A collection of walks, discoveries, insights and pictures of exploring Dartmoor National Park
December 13, 2024
Holming Beam Farm
The first records of Holming Beam Farm are mentioned by Eric Hemery in High Dartmoor. He records: On 10th February 1808, a lease was granted by the Duchy (London Records) for a farm to “William Bough of Church Row, Limehouse in the County of Middlesex Civil Engineer”; the land was bounded on the east and west respectively by “Whoming Beam Path” and “Blacka Brook”.
The start of the 19th Century has been called ‘The Improving Period’ due to the belief by land owners that Dartmoor could produce lucrative crops and thus ‘improve’ the land. No doubt, the lease granted by the Duchy in 1808 was part of this concept. One of the early pioneers of the ‘improving’ idea was Sir Thomas Tyrwhitt who advocated the growing of flax on his Tor Royal estate.
The only known tenants of the farm, discovered by the author were Joseph Wills, his wife Dinah (nee Eva) and their two daughters Mary and Susan (they had a son also, who died as a baby). The farm, appears on the Lydford (Forest) Tithe map and apportionments of 1839 showing five enclosures and a path leading westward to Fice’s Well and the nearby Clapper Bridge. The Wills family were resident at the time of the Tithe but there were no tenants at the farm by the 1841 census. Amusingly, the farm was referenced as ‘Home in Being Farm’ on the 1841 census, suggesting perhaps the enumerator wasn’t local!
By tracing the family history of the Wills, it is probable that they were resident at the farm approximately between 1835 and 1840. Joseph Wills originally was recorded as being a miner from Sheepstor Parish with Dinah (Eva) residing in the Walkhampton Parish. There is a record of Wheal Mist Torr from March 1836, which places Joseph as working at that location just a few hundred metres from the farm, thus: “…there are two men employed here…..one of the men was called Wills who lives in a little hovel, which was once an old account house belonging to the mine”. It is interesting to note that that farm was referred to as an old mine account house.
It would appear that the extension of the prison and its farm land had an impact on the farm with new walls being built partially over the walls of the farm shown by the 1839 Tithe Map. A survey of the area 1882-3 shows the prison enclosures virtually as they appear today, with the field which being known as ‘Holming Beam Field’.
Bibliography
Eric Hemery (1983) – High Dartmoor – page 376
Probert, S. A. J. (2002) – Dartmoor Prison Farm, Devon. An Archaeological Survey and valuation (Report – Survey). SDV364452
Gillard, M (2022), Millstone east of Blackbrook River, (Worksheet). SDV364927
James Crowden (2008) – The Bad Winter – Fice’s Well (page 30).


## Problem description
Check every line below for the string "text", and copy the lines that contain it.

────────────────────────────────────────

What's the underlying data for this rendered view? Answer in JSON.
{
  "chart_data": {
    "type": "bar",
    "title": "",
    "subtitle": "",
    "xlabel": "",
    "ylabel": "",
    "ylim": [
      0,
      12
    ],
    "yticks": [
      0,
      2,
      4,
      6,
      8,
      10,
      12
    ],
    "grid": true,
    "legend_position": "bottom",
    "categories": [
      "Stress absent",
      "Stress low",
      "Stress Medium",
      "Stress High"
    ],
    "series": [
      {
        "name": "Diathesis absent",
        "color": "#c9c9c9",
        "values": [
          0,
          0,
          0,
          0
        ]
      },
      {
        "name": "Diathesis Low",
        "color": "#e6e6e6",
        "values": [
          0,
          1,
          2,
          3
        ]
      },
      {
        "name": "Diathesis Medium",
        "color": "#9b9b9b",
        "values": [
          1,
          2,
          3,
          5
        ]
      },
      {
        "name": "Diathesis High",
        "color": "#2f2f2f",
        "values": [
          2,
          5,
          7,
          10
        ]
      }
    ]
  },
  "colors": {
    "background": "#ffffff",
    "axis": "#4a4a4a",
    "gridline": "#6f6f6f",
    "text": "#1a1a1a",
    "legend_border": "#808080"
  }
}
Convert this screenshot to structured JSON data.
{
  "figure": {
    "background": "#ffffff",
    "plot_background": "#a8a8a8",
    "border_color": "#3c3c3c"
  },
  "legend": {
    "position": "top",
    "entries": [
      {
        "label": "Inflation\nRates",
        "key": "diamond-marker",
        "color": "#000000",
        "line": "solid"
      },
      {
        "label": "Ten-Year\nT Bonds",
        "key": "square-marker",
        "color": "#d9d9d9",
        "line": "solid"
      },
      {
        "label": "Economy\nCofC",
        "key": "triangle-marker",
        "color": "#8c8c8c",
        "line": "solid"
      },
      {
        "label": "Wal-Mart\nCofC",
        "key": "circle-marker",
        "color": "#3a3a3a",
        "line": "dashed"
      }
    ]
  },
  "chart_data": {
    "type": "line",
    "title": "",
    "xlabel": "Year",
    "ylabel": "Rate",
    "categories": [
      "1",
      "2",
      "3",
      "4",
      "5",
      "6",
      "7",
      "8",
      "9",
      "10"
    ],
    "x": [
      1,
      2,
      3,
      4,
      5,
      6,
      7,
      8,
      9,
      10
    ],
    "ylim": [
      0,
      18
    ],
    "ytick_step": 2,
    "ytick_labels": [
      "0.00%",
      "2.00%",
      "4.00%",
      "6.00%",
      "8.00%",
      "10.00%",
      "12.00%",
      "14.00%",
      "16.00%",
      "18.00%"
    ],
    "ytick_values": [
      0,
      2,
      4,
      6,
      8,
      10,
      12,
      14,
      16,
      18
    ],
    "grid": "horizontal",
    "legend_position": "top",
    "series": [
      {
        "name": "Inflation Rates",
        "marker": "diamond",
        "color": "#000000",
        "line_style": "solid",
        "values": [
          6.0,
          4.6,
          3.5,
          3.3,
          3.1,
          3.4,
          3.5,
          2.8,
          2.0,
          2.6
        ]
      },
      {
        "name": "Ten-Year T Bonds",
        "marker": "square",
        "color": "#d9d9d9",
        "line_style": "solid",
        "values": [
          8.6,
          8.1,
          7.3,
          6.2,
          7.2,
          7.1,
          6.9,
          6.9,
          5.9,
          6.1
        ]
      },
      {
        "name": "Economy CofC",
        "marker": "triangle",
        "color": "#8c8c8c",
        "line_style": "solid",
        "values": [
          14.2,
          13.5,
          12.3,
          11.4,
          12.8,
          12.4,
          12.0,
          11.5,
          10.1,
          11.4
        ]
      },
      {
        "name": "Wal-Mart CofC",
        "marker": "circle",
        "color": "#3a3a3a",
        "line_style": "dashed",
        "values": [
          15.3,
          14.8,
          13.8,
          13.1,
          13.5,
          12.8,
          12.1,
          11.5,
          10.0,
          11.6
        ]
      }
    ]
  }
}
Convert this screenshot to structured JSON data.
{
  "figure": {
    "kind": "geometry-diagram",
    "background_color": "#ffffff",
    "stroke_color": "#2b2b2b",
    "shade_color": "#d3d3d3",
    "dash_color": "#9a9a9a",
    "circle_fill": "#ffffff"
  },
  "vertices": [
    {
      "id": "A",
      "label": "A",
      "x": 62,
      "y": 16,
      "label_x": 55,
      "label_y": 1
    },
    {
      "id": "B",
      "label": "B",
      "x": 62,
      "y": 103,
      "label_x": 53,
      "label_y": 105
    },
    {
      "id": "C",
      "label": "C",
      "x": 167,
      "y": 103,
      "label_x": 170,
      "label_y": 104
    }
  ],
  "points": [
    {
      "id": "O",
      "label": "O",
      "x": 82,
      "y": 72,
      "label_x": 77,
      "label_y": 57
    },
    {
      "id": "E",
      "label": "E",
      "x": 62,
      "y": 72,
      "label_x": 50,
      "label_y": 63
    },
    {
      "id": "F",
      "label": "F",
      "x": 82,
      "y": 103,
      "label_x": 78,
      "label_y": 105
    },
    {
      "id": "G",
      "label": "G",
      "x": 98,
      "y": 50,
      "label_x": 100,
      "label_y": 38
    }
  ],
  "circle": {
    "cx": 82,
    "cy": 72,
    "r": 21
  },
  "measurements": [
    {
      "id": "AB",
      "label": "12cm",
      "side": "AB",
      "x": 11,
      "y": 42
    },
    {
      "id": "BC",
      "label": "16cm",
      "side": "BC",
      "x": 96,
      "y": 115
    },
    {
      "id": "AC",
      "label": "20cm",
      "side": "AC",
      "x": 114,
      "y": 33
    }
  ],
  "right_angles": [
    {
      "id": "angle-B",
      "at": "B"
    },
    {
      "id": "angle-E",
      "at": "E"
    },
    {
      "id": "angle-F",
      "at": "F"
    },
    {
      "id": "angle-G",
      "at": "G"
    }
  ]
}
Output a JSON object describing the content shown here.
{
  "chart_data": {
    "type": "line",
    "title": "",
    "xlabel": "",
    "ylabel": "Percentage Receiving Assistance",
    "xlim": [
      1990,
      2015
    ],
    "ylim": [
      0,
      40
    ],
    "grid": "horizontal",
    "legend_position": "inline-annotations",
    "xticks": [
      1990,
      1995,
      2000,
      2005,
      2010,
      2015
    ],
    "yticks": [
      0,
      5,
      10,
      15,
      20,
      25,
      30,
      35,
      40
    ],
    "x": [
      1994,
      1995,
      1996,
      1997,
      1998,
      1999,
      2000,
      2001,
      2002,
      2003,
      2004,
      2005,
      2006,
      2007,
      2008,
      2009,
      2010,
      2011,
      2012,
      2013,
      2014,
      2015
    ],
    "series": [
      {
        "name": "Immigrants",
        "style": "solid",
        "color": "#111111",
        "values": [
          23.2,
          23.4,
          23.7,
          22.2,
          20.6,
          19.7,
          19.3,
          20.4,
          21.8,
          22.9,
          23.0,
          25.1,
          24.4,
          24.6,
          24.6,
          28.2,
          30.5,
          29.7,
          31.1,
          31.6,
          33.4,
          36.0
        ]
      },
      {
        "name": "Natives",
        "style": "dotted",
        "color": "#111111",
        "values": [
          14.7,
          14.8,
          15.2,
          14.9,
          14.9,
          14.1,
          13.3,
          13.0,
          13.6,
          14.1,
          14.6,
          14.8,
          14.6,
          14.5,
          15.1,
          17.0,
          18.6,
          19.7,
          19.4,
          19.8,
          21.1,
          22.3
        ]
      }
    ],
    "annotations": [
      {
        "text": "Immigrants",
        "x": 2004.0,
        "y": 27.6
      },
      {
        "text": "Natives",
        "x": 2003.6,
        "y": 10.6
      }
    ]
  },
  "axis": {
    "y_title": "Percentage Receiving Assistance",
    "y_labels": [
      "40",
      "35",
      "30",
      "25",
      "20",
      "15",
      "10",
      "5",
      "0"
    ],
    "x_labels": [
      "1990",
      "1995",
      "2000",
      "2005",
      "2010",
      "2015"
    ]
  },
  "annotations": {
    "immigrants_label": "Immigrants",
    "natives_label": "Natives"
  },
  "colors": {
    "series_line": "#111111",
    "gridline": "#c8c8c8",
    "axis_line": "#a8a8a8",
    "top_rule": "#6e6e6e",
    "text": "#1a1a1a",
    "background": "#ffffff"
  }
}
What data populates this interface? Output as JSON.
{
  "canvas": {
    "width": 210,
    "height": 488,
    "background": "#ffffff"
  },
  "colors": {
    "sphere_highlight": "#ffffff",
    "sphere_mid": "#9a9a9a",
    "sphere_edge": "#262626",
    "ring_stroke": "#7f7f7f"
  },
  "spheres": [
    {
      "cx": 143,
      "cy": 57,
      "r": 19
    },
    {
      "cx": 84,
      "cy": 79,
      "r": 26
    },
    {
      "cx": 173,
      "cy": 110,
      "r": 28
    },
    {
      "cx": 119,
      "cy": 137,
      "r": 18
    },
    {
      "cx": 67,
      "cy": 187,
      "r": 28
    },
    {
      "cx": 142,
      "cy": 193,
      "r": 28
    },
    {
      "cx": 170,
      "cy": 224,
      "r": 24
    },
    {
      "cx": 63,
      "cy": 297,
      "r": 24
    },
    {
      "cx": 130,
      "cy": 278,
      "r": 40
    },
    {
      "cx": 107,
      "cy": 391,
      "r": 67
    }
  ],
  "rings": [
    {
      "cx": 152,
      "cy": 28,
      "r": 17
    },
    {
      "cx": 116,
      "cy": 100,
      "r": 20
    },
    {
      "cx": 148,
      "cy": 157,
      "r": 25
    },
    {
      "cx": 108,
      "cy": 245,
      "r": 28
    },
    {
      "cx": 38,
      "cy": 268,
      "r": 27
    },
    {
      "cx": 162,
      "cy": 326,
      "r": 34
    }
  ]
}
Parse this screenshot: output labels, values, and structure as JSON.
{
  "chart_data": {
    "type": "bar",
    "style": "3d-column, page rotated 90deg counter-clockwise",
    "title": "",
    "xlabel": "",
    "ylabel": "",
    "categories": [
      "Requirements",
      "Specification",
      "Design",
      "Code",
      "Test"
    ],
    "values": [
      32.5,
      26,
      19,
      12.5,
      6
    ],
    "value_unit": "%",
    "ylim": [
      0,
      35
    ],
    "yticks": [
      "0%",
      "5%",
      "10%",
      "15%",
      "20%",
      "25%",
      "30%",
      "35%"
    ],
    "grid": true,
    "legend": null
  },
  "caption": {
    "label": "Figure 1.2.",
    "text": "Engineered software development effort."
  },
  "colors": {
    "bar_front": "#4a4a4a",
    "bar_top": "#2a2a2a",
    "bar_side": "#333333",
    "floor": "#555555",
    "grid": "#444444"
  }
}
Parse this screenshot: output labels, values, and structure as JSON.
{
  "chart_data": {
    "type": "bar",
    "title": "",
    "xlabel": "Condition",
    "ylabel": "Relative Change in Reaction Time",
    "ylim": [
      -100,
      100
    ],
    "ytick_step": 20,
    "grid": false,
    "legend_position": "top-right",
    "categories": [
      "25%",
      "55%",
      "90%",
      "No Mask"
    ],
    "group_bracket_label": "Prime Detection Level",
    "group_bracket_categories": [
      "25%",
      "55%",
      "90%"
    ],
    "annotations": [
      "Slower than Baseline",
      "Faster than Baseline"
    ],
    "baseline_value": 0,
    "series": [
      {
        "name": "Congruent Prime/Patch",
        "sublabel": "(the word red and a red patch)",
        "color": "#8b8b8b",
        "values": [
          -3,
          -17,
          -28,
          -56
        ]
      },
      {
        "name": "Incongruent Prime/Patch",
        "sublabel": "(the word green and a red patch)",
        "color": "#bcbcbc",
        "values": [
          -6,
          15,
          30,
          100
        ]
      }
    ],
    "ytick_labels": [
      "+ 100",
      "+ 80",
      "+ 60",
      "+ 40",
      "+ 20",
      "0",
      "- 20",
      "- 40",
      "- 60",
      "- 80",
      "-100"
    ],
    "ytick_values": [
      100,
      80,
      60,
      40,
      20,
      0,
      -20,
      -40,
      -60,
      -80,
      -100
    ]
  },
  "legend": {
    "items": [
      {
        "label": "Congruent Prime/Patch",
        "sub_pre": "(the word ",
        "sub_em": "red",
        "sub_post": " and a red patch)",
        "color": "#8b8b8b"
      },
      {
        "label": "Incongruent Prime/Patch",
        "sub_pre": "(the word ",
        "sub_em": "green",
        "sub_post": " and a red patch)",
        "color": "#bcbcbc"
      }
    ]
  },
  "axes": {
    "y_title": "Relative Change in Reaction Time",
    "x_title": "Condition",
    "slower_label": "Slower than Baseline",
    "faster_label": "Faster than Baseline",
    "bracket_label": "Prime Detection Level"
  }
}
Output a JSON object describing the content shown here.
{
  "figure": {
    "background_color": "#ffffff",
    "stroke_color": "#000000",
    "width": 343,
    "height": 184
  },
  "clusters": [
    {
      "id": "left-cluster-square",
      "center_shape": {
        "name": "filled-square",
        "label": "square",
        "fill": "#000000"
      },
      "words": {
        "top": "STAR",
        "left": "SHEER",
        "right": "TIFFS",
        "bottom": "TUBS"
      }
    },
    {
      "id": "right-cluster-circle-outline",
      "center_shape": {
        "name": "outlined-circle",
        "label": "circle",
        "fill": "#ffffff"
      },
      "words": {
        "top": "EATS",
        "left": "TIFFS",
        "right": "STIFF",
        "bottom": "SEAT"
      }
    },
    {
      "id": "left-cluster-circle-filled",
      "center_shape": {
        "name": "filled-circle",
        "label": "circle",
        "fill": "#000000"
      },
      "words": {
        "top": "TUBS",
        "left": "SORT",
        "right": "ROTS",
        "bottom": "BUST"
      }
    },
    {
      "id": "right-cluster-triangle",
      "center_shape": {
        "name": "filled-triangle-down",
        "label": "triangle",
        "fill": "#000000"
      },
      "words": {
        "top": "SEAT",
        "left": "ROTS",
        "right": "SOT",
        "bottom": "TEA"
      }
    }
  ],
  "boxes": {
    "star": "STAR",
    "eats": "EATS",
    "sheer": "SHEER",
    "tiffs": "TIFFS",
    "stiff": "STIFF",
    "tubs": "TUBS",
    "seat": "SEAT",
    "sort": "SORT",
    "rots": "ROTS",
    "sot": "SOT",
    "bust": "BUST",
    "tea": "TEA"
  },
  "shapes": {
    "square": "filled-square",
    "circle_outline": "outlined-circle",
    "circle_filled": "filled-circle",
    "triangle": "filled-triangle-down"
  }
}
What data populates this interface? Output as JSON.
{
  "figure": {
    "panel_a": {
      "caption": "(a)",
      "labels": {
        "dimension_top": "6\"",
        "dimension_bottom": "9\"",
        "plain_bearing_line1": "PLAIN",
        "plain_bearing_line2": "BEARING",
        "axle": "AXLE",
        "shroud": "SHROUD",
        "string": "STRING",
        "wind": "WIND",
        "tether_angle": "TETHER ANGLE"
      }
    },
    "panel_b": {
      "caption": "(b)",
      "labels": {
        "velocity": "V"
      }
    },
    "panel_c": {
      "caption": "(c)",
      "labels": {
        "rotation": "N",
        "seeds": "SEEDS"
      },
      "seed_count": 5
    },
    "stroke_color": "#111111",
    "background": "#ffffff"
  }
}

────────────────────────────────────────

## Output below
    "text": "#1a1a1a",
        "text": "Immigrants",
        "text": "Natives",
    "text": "#1a1a1a",
    "text": "Engineered software development effort."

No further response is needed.